Kamala Harris will watch Tuesday’s election night from the campus of Howard University — her alma mater — a fitting place for possibly the most significant night of her life.

Nicknamed “the Black Harvard,” the Washington school occupies a central role in the US vice president’s biography: Since graduating there in 1986, she has frequently returned at key moments.

“Howard University is one of the most important aspects of my life,” she said in 2019 as a candidate in the Democratic presidential primaries, “and it is where I first ran for my first elected office,” as a student council representative.

“So this is where it all began.”

Her presence there Tuesday night — when Harris could become the first Black woman to be elected US president — is thus deeply symbolic.

The US Congress founded Howard in 1867, two years after the Civil War had put an end to slavery in the mostly Southern states where it remained legal.

The school took its name from Oliver Howard, a Northerner known as “the Christian general” who had promoted higher education for freed slaves.

Howard has built a reputation as one of the best of the roughly 100 institutions known as Historically Black Colleges and Universities (HBCUs), which draw mostly Black and minority students.

The campus of Howard, which has around 11,000 students, features several imposing red-brick buildings with traditional white columns arrayed around a large central lawn commonly known as The Yard.

It was in an amphitheater there that, in mid-August, Kamala Harris prepared for her lone debate against Republican rival Donald Trump — telling students that someday, “you might be running for president of the United States.”

Celebrity graduates

Among Howard’s most illustrious graduates have been author and Nobel laureate Toni Morrison, and famed civil rights leader Thurgood Marshall, who in 1967 became the first Black justice appointed to the US Supreme Court.

It was Marshall’s example, Harris later said, that inspired the future lawyer to choose Howard for her university studies in 1982.

There she joined the debate club and took part in anti-apartheid demonstrations.

She also joined Alpha Kappa Alpha (AKA), one of the nation’s largest sororities, founded at Howard in 1908.

AKA makes no presidential endorsements, but its national membership of some 300,000 has given Harris a far-reaching network of activist supporters.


▶ _How to complete this task_: Which lines of the records below contain the word "Contracts"? Copy each of them out.

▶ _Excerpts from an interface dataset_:
------------------------------------------------------------------------
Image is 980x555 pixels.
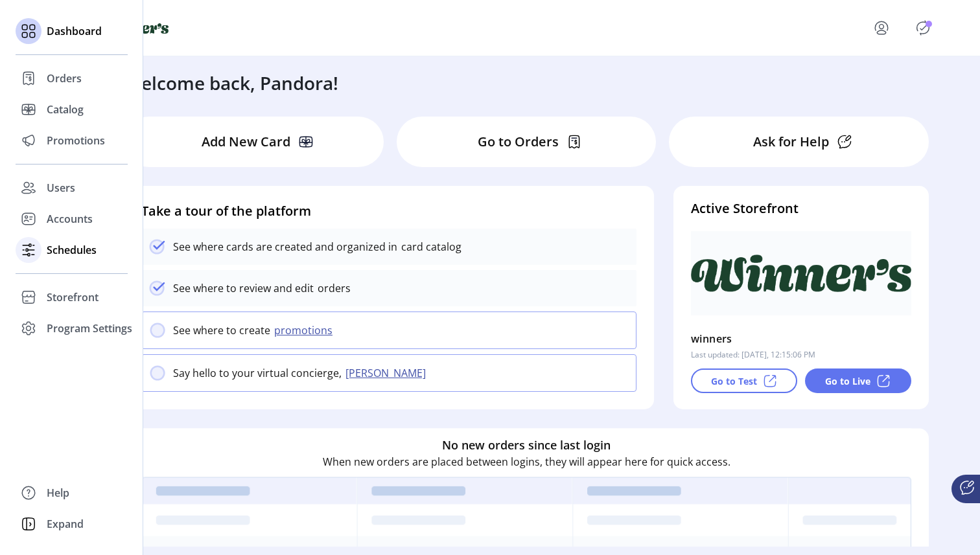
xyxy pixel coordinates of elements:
span: Promotions [47,132,105,148]
p: Ask for Help [753,132,829,152]
button: menu [856,12,912,43]
span: Users [47,180,75,196]
p: winners [690,328,732,349]
p: Go to Live [825,374,871,388]
h3: Welcome back, Pandora! [124,70,338,96]
span: Expand [47,516,84,532]
p: Go to Orders [478,132,559,152]
span: Orders [47,71,81,86]
span: Accounts [47,211,93,227]
p: When new orders are placed between logins, they will appear here for quick access. [323,454,730,469]
p: See where cards are created and organized in [173,239,397,254]
p: Go to Test [711,374,757,388]
span: Help [47,485,70,500]
span: Program Settings [47,320,132,336]
p: See where to create [173,323,270,338]
p: orders [313,281,351,296]
p: card catalog [397,239,462,254]
span: Schedules [47,243,96,258]
span: Catalog [47,101,84,117]
p: Add New Card [201,132,290,152]
h4: Take a tour of the platform [141,201,637,221]
p: See where to review and edit [173,281,313,296]
button: Publisher Panel [912,18,933,38]
p: Say hello to your virtual concierge, [173,365,342,381]
h4: Active Storefront [690,199,911,218]
h6: No new orders since last login [442,437,610,454]
button: [PERSON_NAME] [342,365,433,381]
p: Last updated: [DATE], 12:15:06 PM [690,349,815,361]
span: Dashboard [47,23,102,39]
button: promotions [270,323,340,338]
span: Storefront [47,289,99,305]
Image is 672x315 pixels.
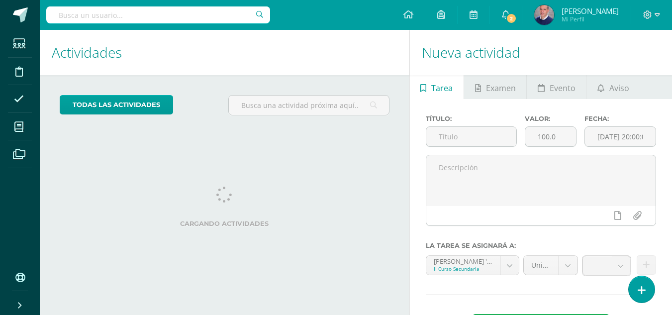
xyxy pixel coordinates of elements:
a: Evento [527,75,586,99]
input: Puntos máximos [526,127,576,146]
input: Busca un usuario... [46,6,270,23]
label: Título: [426,115,518,122]
label: La tarea se asignará a: [426,242,656,249]
span: Examen [486,76,516,100]
a: Examen [464,75,527,99]
span: Aviso [610,76,630,100]
a: Aviso [587,75,640,99]
input: Busca una actividad próxima aquí... [229,96,389,115]
label: Fecha: [585,115,656,122]
h1: Nueva actividad [422,30,660,75]
label: Valor: [525,115,577,122]
img: 1515e9211533a8aef101277efa176555.png [534,5,554,25]
input: Fecha de entrega [585,127,656,146]
div: [PERSON_NAME] '[PERSON_NAME]' [434,256,493,265]
a: Unidad 4 [524,256,578,275]
span: Evento [550,76,576,100]
a: [PERSON_NAME] '[PERSON_NAME]'II Curso Secundaria [426,256,519,275]
a: Tarea [410,75,464,99]
h1: Actividades [52,30,398,75]
label: Cargando actividades [60,220,390,227]
span: Tarea [431,76,453,100]
span: Unidad 4 [531,256,551,275]
a: todas las Actividades [60,95,173,114]
span: Mi Perfil [562,15,619,23]
input: Título [426,127,517,146]
div: II Curso Secundaria [434,265,493,272]
span: 2 [506,13,517,24]
span: [PERSON_NAME] [562,6,619,16]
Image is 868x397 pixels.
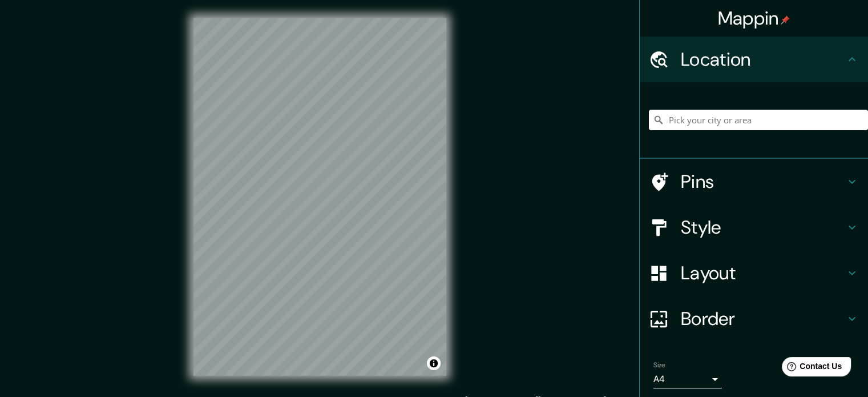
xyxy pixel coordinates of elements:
[681,170,844,193] h4: Pins
[718,7,790,30] h4: Mappin
[653,370,721,388] div: A4
[639,295,868,341] div: Border
[194,18,446,375] canvas: Map
[427,356,440,370] button: Toggle attribution
[639,37,868,82] div: Location
[781,15,789,24] img: pin-icon.png
[681,262,844,284] h4: Layout
[681,48,844,71] h4: Location
[639,204,868,250] div: Style
[766,352,855,384] iframe: Help widget launcher
[639,159,868,204] div: Pins
[649,109,868,130] input: Pick your city or area
[653,360,665,370] label: Size
[681,215,844,239] h4: Style
[639,250,868,295] div: Layout
[681,307,844,330] h4: Border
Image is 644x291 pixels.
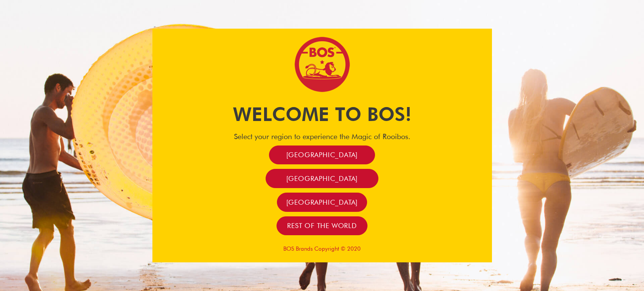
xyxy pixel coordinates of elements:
span: [GEOGRAPHIC_DATA] [286,198,358,207]
a: [GEOGRAPHIC_DATA] [269,146,376,165]
p: BOS Brands Copyright © 2020 [152,246,492,253]
a: [GEOGRAPHIC_DATA] [277,192,366,212]
span: [GEOGRAPHIC_DATA] [286,151,358,159]
h4: Select your region to experience the Magic of Rooibos. [152,132,492,141]
img: Bos Brands [294,36,350,93]
a: [GEOGRAPHIC_DATA] [265,169,379,188]
span: [GEOGRAPHIC_DATA] [286,174,358,183]
span: Rest of the world [287,222,357,230]
h1: Welcome to BOS! [152,101,492,127]
a: Rest of the world [277,217,367,236]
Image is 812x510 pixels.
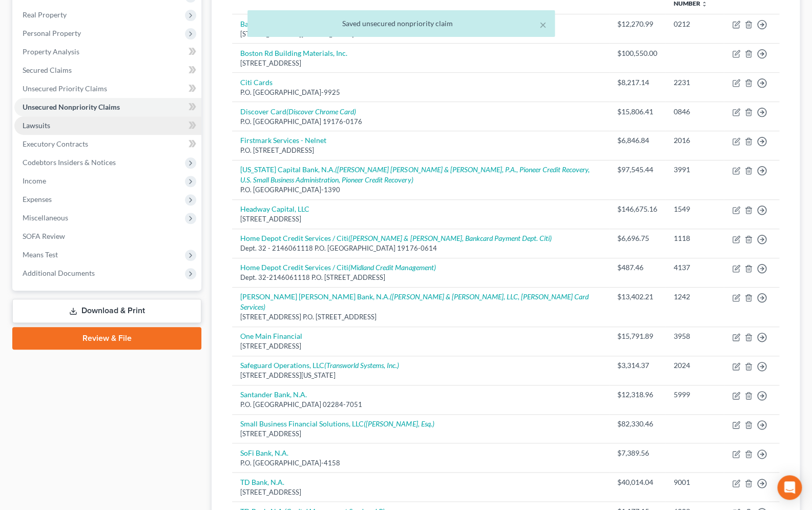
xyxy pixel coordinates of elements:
i: unfold_more [701,1,707,7]
div: 2231 [674,77,716,88]
a: [PERSON_NAME] [PERSON_NAME] Bank, N.A.([PERSON_NAME] & [PERSON_NAME], LLC, [PERSON_NAME] Card Ser... [241,292,589,311]
i: ([PERSON_NAME], Esq.) [364,419,434,428]
div: [STREET_ADDRESS] [241,215,601,224]
div: 3991 [674,164,716,175]
a: Executory Contracts [14,135,201,153]
div: Open Intercom Messenger [778,476,802,500]
div: Saved unsecured nonpriority claim [256,18,547,29]
div: $146,675.16 [618,204,657,215]
span: Income [23,177,46,186]
div: 5999 [674,390,716,400]
div: $8,217.14 [618,77,657,88]
span: Executory Contracts [23,140,88,149]
a: SoFi Bank, N.A. [241,448,288,457]
div: $13,402.21 [618,292,657,302]
i: (Transworld Systems, Inc.) [324,361,399,370]
span: Property Analysis [23,47,79,56]
div: 9001 [674,477,716,488]
div: [STREET_ADDRESS][US_STATE] [241,371,601,381]
div: 4137 [674,263,716,273]
a: One Main Financial [241,332,302,340]
div: P.O. [GEOGRAPHIC_DATA]-1390 [241,186,601,195]
i: ([PERSON_NAME] [PERSON_NAME] & [PERSON_NAME], P.A., Pioneer Credit Recovery, U.S. Small Business ... [241,165,590,184]
button: × [540,18,547,31]
a: Headway Capital, LLC [241,205,309,214]
div: $15,791.89 [618,332,657,341]
i: (Midland Credit Management) [349,263,436,272]
a: [US_STATE] Capital Bank, N.A.([PERSON_NAME] [PERSON_NAME] & [PERSON_NAME], P.A., Pioneer Credit R... [241,165,590,184]
div: 3958 [674,332,716,341]
span: Means Test [23,251,58,259]
div: $15,806.41 [618,106,657,117]
i: ([PERSON_NAME] & [PERSON_NAME], Bankcard Payment Dept. Citi) [349,234,552,243]
a: Small Business Financial Solutions, LLC([PERSON_NAME], Esq.) [241,419,434,428]
a: Unsecured Nonpriority Claims [14,98,201,116]
a: Boston Rd Building Materials, Inc. [241,48,347,57]
div: $487.46 [618,263,657,273]
a: Review & File [12,327,201,350]
div: 1549 [674,204,716,215]
div: 1118 [674,233,716,244]
span: Unsecured Priority Claims [23,84,107,93]
div: 2024 [674,361,716,371]
div: P.O. [GEOGRAPHIC_DATA] 19176-0176 [241,117,601,127]
a: Lawsuits [14,116,201,135]
div: [STREET_ADDRESS] [241,488,601,498]
div: [STREET_ADDRESS] P.O. [STREET_ADDRESS] [241,312,601,322]
div: $6,696.75 [618,233,657,244]
div: 1242 [674,292,716,302]
span: Additional Documents [23,269,95,278]
a: Unsecured Priority Claims [14,79,201,98]
div: [STREET_ADDRESS] [241,429,601,439]
div: P.O. [GEOGRAPHIC_DATA]-4158 [241,458,601,468]
span: Expenses [23,195,52,204]
a: Firstmark Services - Nelnet [241,136,327,144]
a: Citi Cards [241,78,272,87]
span: Unsecured Nonpriority Claims [23,103,120,112]
div: 2016 [674,135,716,146]
div: $40,014.04 [618,477,657,488]
div: Dept. 32-2146061118 P.O. [STREET_ADDRESS] [241,273,601,282]
a: Secured Claims [14,61,201,79]
div: [STREET_ADDRESS] [241,341,601,352]
a: Home Depot Credit Services / Citi([PERSON_NAME] & [PERSON_NAME], Bankcard Payment Dept. Citi) [241,234,552,243]
a: Safeguard Operations, LLC(Transworld Systems, Inc.) [241,361,399,370]
div: 0846 [674,106,716,117]
div: $100,550.00 [618,48,657,58]
div: P.O. [GEOGRAPHIC_DATA] 02284-7051 [241,400,601,410]
div: $7,389.56 [618,448,657,458]
div: $82,330.46 [618,419,657,429]
span: Codebtors Insiders & Notices [23,158,116,167]
a: Download & Print [12,299,201,323]
span: Miscellaneous [23,214,69,222]
div: [STREET_ADDRESS] [241,58,601,69]
i: (Discover Chrome Card) [286,107,356,116]
div: P.O. [STREET_ADDRESS] [241,146,601,156]
span: Lawsuits [23,121,50,130]
a: Home Depot Credit Services / Citi(Midland Credit Management) [241,263,436,272]
div: $6,846.84 [618,135,657,146]
i: ([PERSON_NAME] & [PERSON_NAME], LLC, [PERSON_NAME] Card Services) [241,292,589,311]
span: Secured Claims [23,66,72,75]
div: $97,545.44 [618,164,657,175]
span: SOFA Review [23,232,65,241]
div: $12,318.96 [618,390,657,400]
a: Property Analysis [14,42,201,61]
a: TD Bank, N.A. [241,478,285,486]
div: P.O. [GEOGRAPHIC_DATA]-9925 [241,88,601,98]
a: SOFA Review [14,227,201,245]
a: Santander Bank, N.A. [241,390,307,399]
div: $3,314.37 [618,361,657,371]
div: Dept. 32 - 2146061118 P.O. [GEOGRAPHIC_DATA] 19176-0614 [241,244,601,253]
a: Discover Card(Discover Chrome Card) [241,107,356,116]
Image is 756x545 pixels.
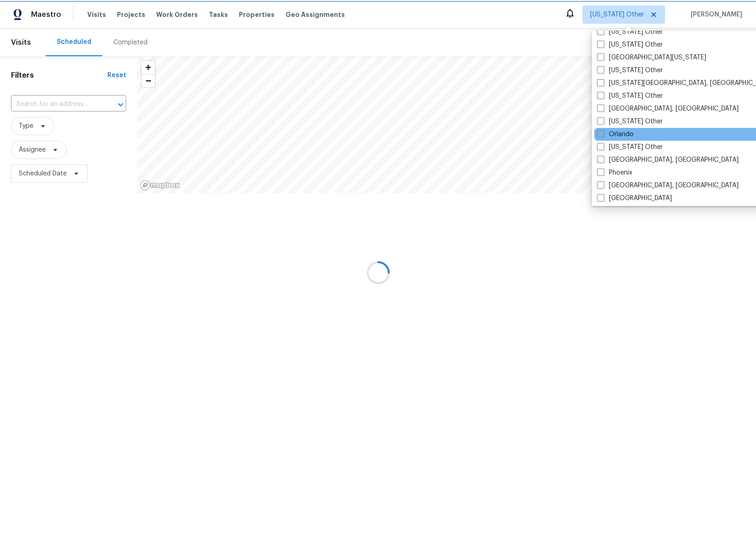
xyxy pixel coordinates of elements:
a: Mapbox homepage [140,180,180,191]
label: Phoenix [597,168,632,178]
label: [GEOGRAPHIC_DATA], [GEOGRAPHIC_DATA] [597,181,739,190]
label: [GEOGRAPHIC_DATA][US_STATE] [597,53,706,62]
button: Zoom in [142,61,155,74]
label: [US_STATE] Other [597,40,663,49]
label: [US_STATE] Other [597,117,663,126]
label: [US_STATE] Other [597,142,663,152]
label: [US_STATE] Other [597,91,663,100]
label: [GEOGRAPHIC_DATA], [GEOGRAPHIC_DATA] [597,156,739,164]
label: [US_STATE] Other [597,27,663,37]
label: [GEOGRAPHIC_DATA] [597,194,672,203]
label: [GEOGRAPHIC_DATA], [GEOGRAPHIC_DATA] [597,104,739,113]
label: Orlando [597,130,634,139]
label: [US_STATE] Other [597,66,663,75]
button: Zoom out [142,74,155,87]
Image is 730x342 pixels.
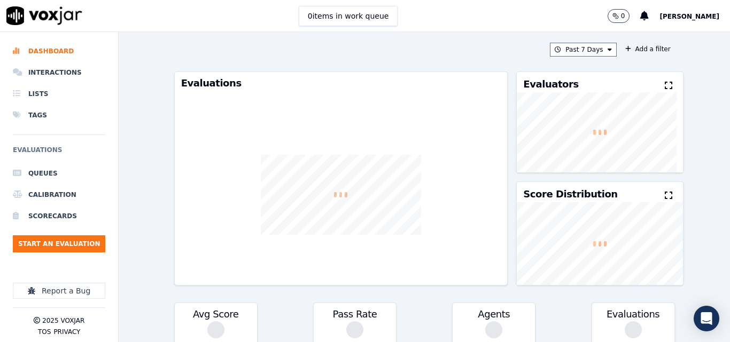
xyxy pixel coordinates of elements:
[38,328,51,336] button: TOS
[13,236,105,253] button: Start an Evaluation
[6,6,82,25] img: voxjar logo
[13,83,105,105] a: Lists
[459,310,528,319] h3: Agents
[181,310,250,319] h3: Avg Score
[621,12,625,20] p: 0
[13,184,105,206] a: Calibration
[13,144,105,163] h6: Evaluations
[42,317,84,325] p: 2025 Voxjar
[13,283,105,299] button: Report a Bug
[320,310,389,319] h3: Pass Rate
[693,306,719,332] div: Open Intercom Messenger
[53,328,80,336] button: Privacy
[13,163,105,184] a: Queues
[621,43,675,56] button: Add a filter
[607,9,630,23] button: 0
[523,80,578,89] h3: Evaluators
[598,310,668,319] h3: Evaluations
[13,206,105,227] a: Scorecards
[659,13,719,20] span: [PERSON_NAME]
[13,105,105,126] a: Tags
[181,79,501,88] h3: Evaluations
[13,41,105,62] a: Dashboard
[13,62,105,83] a: Interactions
[523,190,617,199] h3: Score Distribution
[299,6,398,26] button: 0items in work queue
[659,10,730,22] button: [PERSON_NAME]
[550,43,616,57] button: Past 7 Days
[607,9,640,23] button: 0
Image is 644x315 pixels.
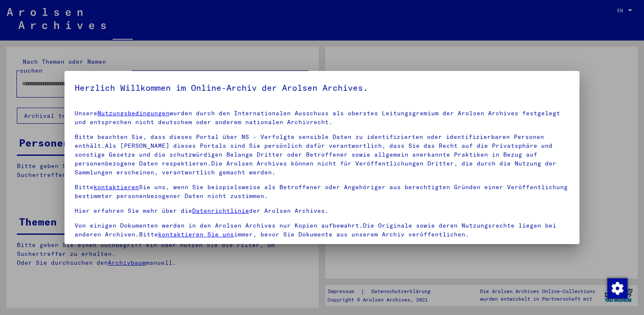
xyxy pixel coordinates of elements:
[192,207,249,215] a: Datenrichtlinie
[97,109,169,117] a: Nutzungsbedingungen
[75,81,569,95] h5: Herzlich Willkommen im Online-Archiv der Arolsen Archives.
[158,230,234,238] a: kontaktieren Sie uns
[607,278,628,298] img: Zustimmung ändern
[75,221,569,239] p: Von einigen Dokumenten werden in den Arolsen Archives nur Kopien aufbewahrt.Die Originale sowie d...
[75,183,569,201] p: Bitte Sie uns, wenn Sie beispielsweise als Betroffener oder Angehöriger aus berechtigten Gründen ...
[75,133,569,177] p: Bitte beachten Sie, dass dieses Portal über NS - Verfolgte sensible Daten zu identifizierten oder...
[75,206,569,215] p: Hier erfahren Sie mehr über die der Arolsen Archives.
[75,109,569,126] p: Unsere wurden durch den Internationalen Ausschuss als oberstes Leitungsgremium der Arolsen Archiv...
[94,183,139,191] a: kontaktieren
------------------------------------------------------------------------
▶ _Exercise solution_:
a: Executory Contracts [14,135,201,153]
span: Executory Contracts [23,140,88,149]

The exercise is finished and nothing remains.